HOW TO COMPLETE THIS TASK: If a line below contains the string "located", return that line.
(Beginning of SUPPLIED RECORDS)
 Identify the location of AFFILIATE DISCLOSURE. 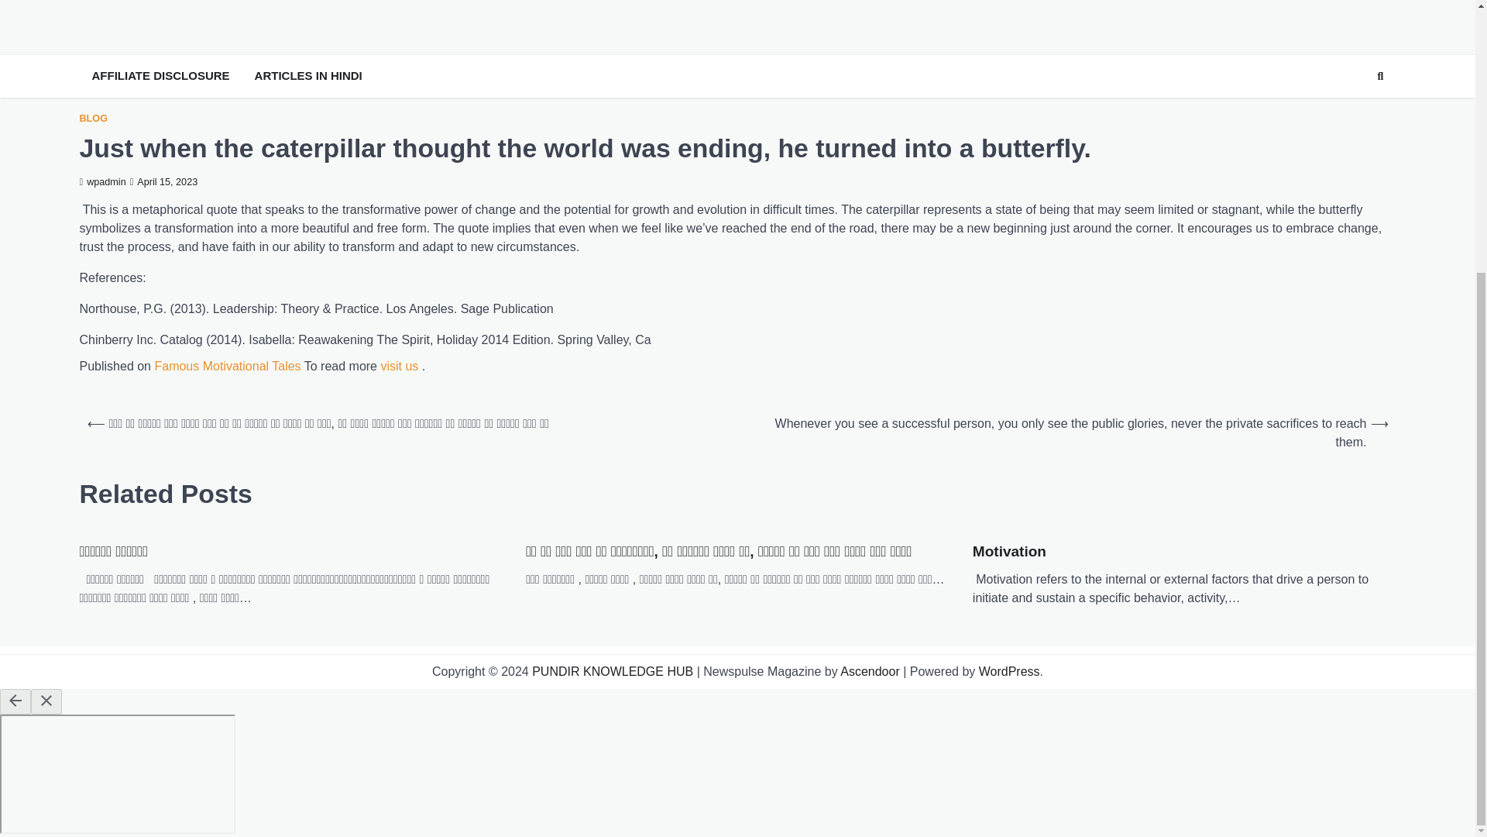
(End of SUPPLIED RECORDS)
(Beginning of SUPPLIED RECORDS)
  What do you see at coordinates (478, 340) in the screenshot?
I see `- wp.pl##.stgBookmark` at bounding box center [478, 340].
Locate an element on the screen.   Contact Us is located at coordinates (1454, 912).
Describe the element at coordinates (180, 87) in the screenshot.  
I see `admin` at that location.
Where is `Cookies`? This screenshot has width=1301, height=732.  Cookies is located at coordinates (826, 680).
(End of SUPPLIED RECORDS)
FINAL ANSWER:
Locate an element on the screen.   Contact Us is located at coordinates (1454, 912).
Where is `Cookies`? This screenshot has width=1301, height=732.  Cookies is located at coordinates (826, 680).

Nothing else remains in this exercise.